The business incubator had an ambitious goal: to nurture and hatch new companies that would create 2,000 high-tech and environment-friendly North Bay jobs in 10 years.
Four years later, the promise of a thriving job generator created in the shell of a shuttered high-tech manufacturing plant in Rohnert Park is far from being realized.
The Sonoma Mountain Business Cluster, launched in 2007 by Codding Enterprises, was designed to help recover ground lost after about 3,000 jobs at Agilent Technologies and other North Bay high-tech companies disappeared, many overseas to Malaysia, China and India.
"It's a little economic engine," a consultant to the project said before the business cluster opened.
But those high aspirations collided with a recession and a long economic slump that has stifled public and private job creation.
The North Bay's particular business limitations also have slowed the incubator's progress. And some say management missteps have hindered it as well.
Codding Enterprises CEO Brad Baker, who is a director of the incubator but is not involved in its management, said the venture is already proving its worth. Its 2010 state designation as an Innovation Hub, to foster regional job creation, was a crucial milestone, he said.
But Baker concedes the incubator has fallen well short of its goals so far.
"I consider it a success," he said. "Is it the success we envisioned in 2007? Absolutely not."
The nonprofit incubator aims to give small and startup businesses a running start by providing low-rent office space and Internet, phone, legal, marketing and mentoring services.
Codding spent $200,000 to start the Sonoma Business Cluster, or SMBC, at the former Agilent complex on the eastern edge of Rohnert Park. And Sonoma Mountain Village, the $1 billion mixed-use development Codding is developing on the site, lent it $1.3 million at zero interest for building improvements.
"My ultimate goal was to create this self-perpetuating place to help entrepreneurs realize their dreams," Baker said.
Rohnert Park, hoping to revive its economy, also invested $500,000 in redevelopment funds.
But while the incubator has fostered some significant successes that have taken root in the area, it remains nearly half empty and has produced fewer jobs than projected.
"For a long time I've sort of seen the incubator ... as a starting place for companies, and they would feed into Santa Rosa as they grow and come into larger space," said Nancy Manchester, economic development program specialist for the city of Santa Rosa, one of the collaborating partners in the cluster.
"It has not yet" happened, she said. She blames that on the economy, which nose-dived soon after the incubator opened, drying up much of the venture capital that startups rely on.
"It's a victim of timing in some ways," she said.
The business cluster's executive director, Michael Newell, estimated it has so far created about 200 direct and indirect jobs. Interviews with 17 companies that have moved on or are still tenants, found that 105 jobs had been directly created.
Even as it broadens its ambitions into being a creator of jobs in Marin, Sonoma and Napa counties, the incubator is still trying to find its own feet.
Its website is out-of-date and, more notably, management only now has begun to track the number of jobs it has produced.
"We're a startup company and we have focused on putting the chassis in and getting the engine in," said Newell, a former JDS Uniphase business development executive.
Baker, too, said it has taken longer than he'd hoped to get the business cluster off the ground.
"I hate to call this a startup after four years, but it is still a startup trying to find its way," he said.
He noted that the incubator has met goals set by Rohnert Park in the agreement governing its initial $500,000 investment: to produce 32 jobs in four years.
Two former tenants, Westcoast Solar Energy, a maker of solar energy systems, and Escape, an indoor recreation center, moved from the incubator into other Rohnert Park locations and together they employ 48 people.
But in a tough economy, the incubator, which supports itself through rental income, grants and donations from businesses including local banks, has itself struggled financially.
Codding Enterprises in 2010 had to forgive $1 million in rent to help it remain afloat. And that year the incubator turned again to Rohnert Park, which agreed to give it $888,000. The money went to partially pay off Sonoma Mountain Village's initial loan, restoring the incubator to the black.
"No question about it," the cluster would have gone under without that help, Baker said. "It was bleeding red ink."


### Exercise requirements
Each line in the records that mentions the word "Number" needs to be listed.

[Start of section]

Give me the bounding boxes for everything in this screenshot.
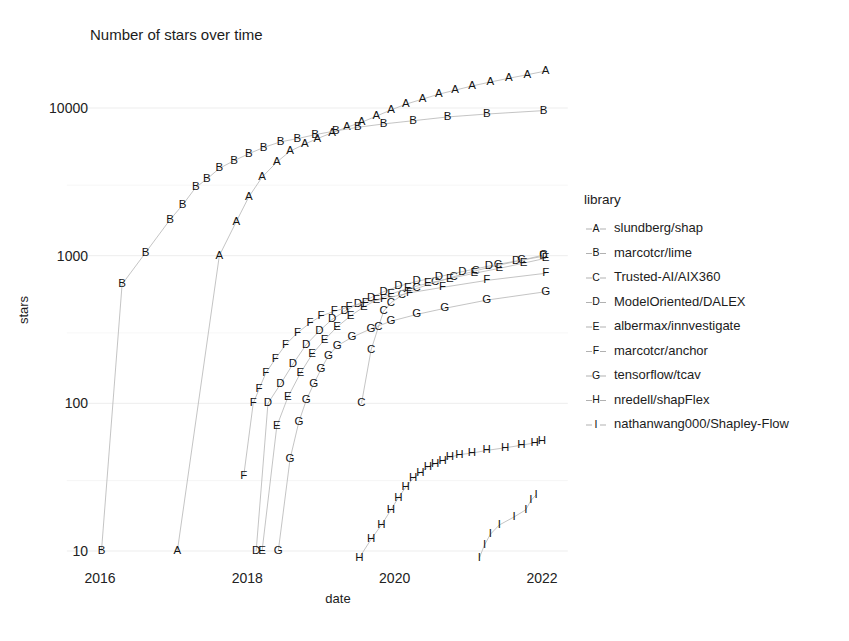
data-point-H-12: H [455,448,463,460]
data-point-H-15: H [501,441,509,453]
stars-over-time-chart: Number of stars over time 10100100010000… [0,0,849,641]
data-point-E-5: E [321,333,329,345]
data-point-B-2: B [142,246,150,258]
data-point-A-7: A [301,137,309,149]
data-point-B-20: B [540,104,548,116]
data-point-B-3: B [166,213,174,225]
data-point-G-3: G [302,393,311,405]
page-title: Number of stars over time [90,26,263,43]
y-axis-label: stars [16,295,31,324]
data-point-A-15: A [419,92,427,104]
legend-label-I: nathanwang000/Shapley-Flow [614,416,790,431]
data-point-G-12: G [440,301,449,313]
data-point-B-5: B [192,180,200,192]
data-point-B-14: B [332,124,340,136]
data-point-A-4: A [258,170,266,182]
data-point-F-0: F [240,469,247,481]
data-point-A-2: A [232,215,240,227]
data-point-F-8: F [317,309,324,321]
data-point-H-4: H [394,491,402,503]
legend-key-D: D [592,295,600,307]
x-tick-label-2018: 2018 [232,570,263,586]
data-point-E-12: E [424,276,432,288]
data-point-A-16: A [435,87,443,99]
data-point-F-2: F [256,382,263,394]
data-point-A-5: A [273,155,281,167]
y-tick-label-10: 10 [72,543,88,559]
data-point-A-6: A [286,144,294,156]
data-point-E-4: E [308,347,316,359]
legend-key-E: E [592,320,599,332]
data-point-A-3: A [245,190,253,202]
data-point-I-0: I [478,551,481,563]
data-point-G-10: G [387,314,396,326]
data-point-D-15: D [485,259,493,271]
data-point-D-12: D [413,274,421,286]
legend-label-H: nredell/shapFlex [614,392,710,407]
legend-label-A: slundberg/shap [614,220,703,235]
data-point-F-1: F [250,396,257,408]
data-point-G-4: G [309,377,318,389]
legend-label-D: ModelOriented/DALEX [614,294,746,309]
data-point-B-18: B [444,110,452,122]
legend-key-A: A [592,222,599,234]
data-point-B-15: B [354,120,362,132]
data-point-G-0: G [274,544,283,556]
data-point-D-11: D [394,279,402,291]
legend-key-H: H [592,393,600,405]
x-tick-label-2020: 2020 [379,570,410,586]
data-point-G-1: G [286,452,295,464]
data-point-E-16: E [520,256,528,268]
data-point-G-13: G [482,293,491,305]
data-point-E-3: E [297,366,305,378]
data-point-G-7: G [333,339,342,351]
data-point-F-15: F [483,273,490,285]
data-point-G-11: G [412,307,421,319]
data-point-B-11: B [277,135,285,147]
data-point-B-4: B [179,198,187,210]
legend-key-C: C [592,271,600,283]
x-tick-label-2016: 2016 [84,570,115,586]
data-point-C-0: C [357,396,365,408]
data-point-F-10: F [345,300,352,312]
legend-key-G: G [592,369,600,381]
legend-label-E: albermax/innvestigate [614,318,740,333]
data-point-B-19: B [483,107,491,119]
data-point-C-1: C [367,343,375,355]
data-point-E-13: E [446,272,454,284]
data-point-B-6: B [203,172,211,184]
data-point-E-2: E [284,390,292,402]
data-point-H-13: H [468,446,476,458]
data-point-A-21: A [523,68,531,80]
x-tick-label-2022: 2022 [526,570,557,586]
data-point-G-2: G [294,415,303,427]
data-point-B-1: B [118,277,126,289]
data-point-D-1: D [264,396,272,408]
data-point-B-17: B [409,114,417,126]
data-point-I-3: I [498,518,501,530]
data-point-H-3: H [387,503,395,515]
legend-label-C: Trusted-AI/AIX360 [614,269,720,284]
data-point-A-19: A [487,75,495,87]
data-point-B-12: B [294,132,302,144]
data-point-I-1: I [483,538,486,550]
data-point-H-14: H [483,443,491,455]
data-point-H-16: H [517,438,525,450]
data-point-H-0: H [355,551,363,563]
data-point-E-6: E [333,320,341,332]
data-point-F-4: F [272,352,279,364]
data-point-G-9: G [367,322,376,334]
legend-item-I[interactable]: Inathanwang000/Shapley-Flow [586,416,790,431]
data-point-E-1: E [273,419,281,431]
data-point-E-14: E [470,266,478,278]
data-point-B-9: B [245,147,253,159]
data-point-G-5: G [317,362,326,374]
data-point-B-10: B [260,141,268,153]
data-point-F-6: F [294,326,301,338]
data-point-G-8: G [347,330,356,342]
data-point-G-6: G [324,349,333,361]
legend-label-G: tensorflow/tcav [614,367,701,382]
data-point-F-14: F [439,280,446,292]
data-point-I-6: I [529,493,532,505]
data-point-F-12: F [380,292,387,304]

[End of section]

### Answer to this problem
stars-over-time-chart: Number of stars over time 10100100010000… [0,0,849,641]
page-title: Number of stars over time [90,26,263,43]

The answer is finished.